## WORK TASK
Nothing in the records may be altered, and no picture may be included. Restate them in full.

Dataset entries
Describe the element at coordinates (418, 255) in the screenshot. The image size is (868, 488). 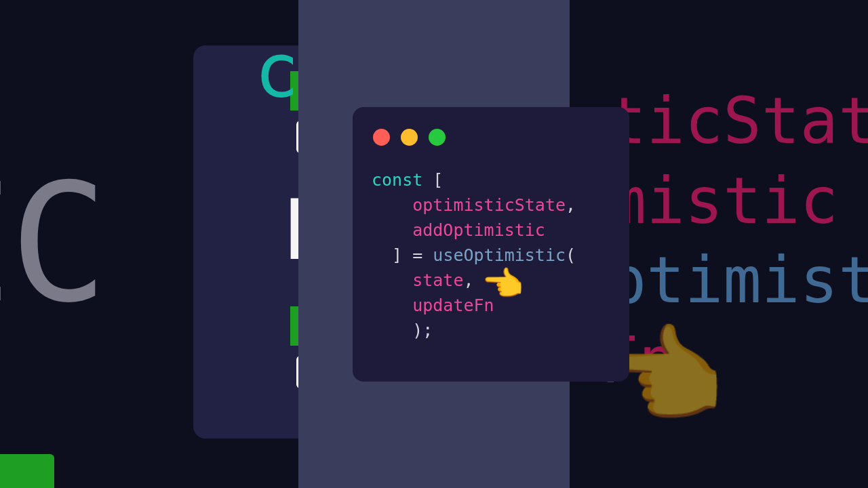
I see `equals: =` at that location.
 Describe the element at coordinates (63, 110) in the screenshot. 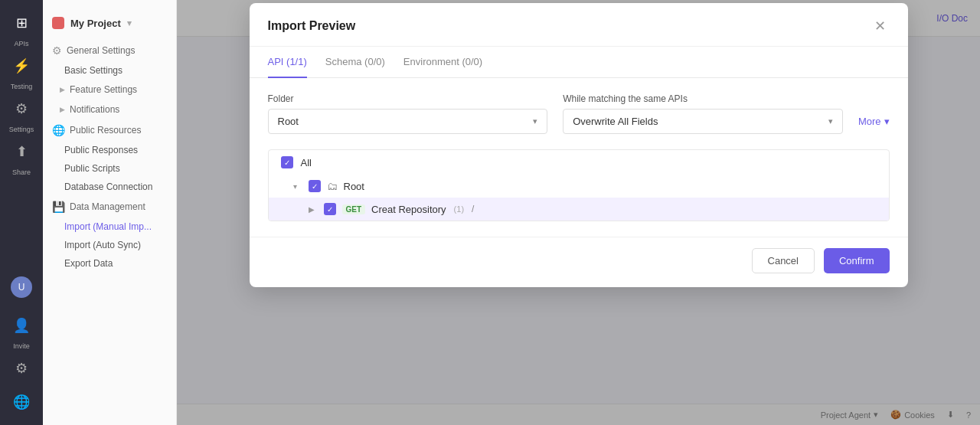

I see `notifications-chevron: ▶` at that location.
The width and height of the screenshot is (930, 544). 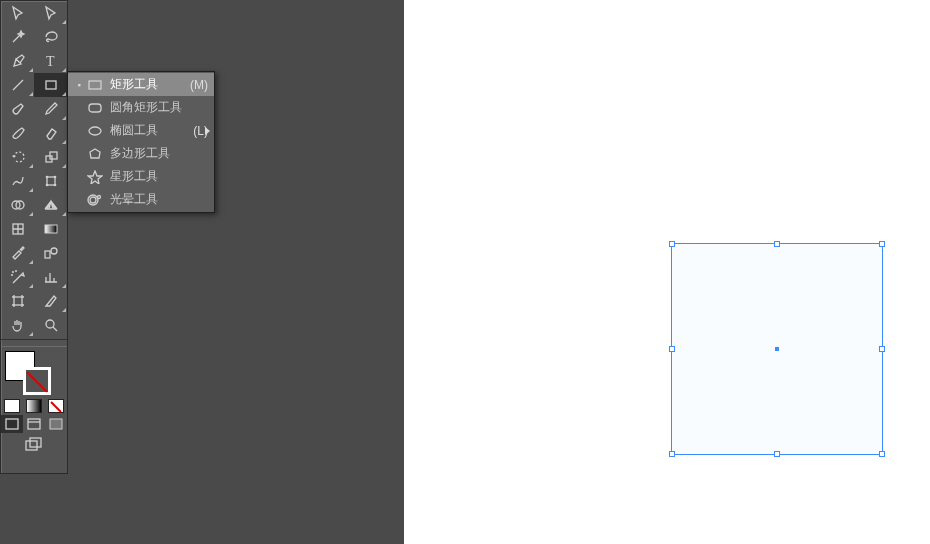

## RESPONSE
Describe the element at coordinates (418, 255) in the screenshot. The image size is (868, 488). 
I see `equals: =` at that location.
 Describe the element at coordinates (63, 110) in the screenshot. 

I see `notifications-chevron: ▶` at that location.
The width and height of the screenshot is (930, 544). 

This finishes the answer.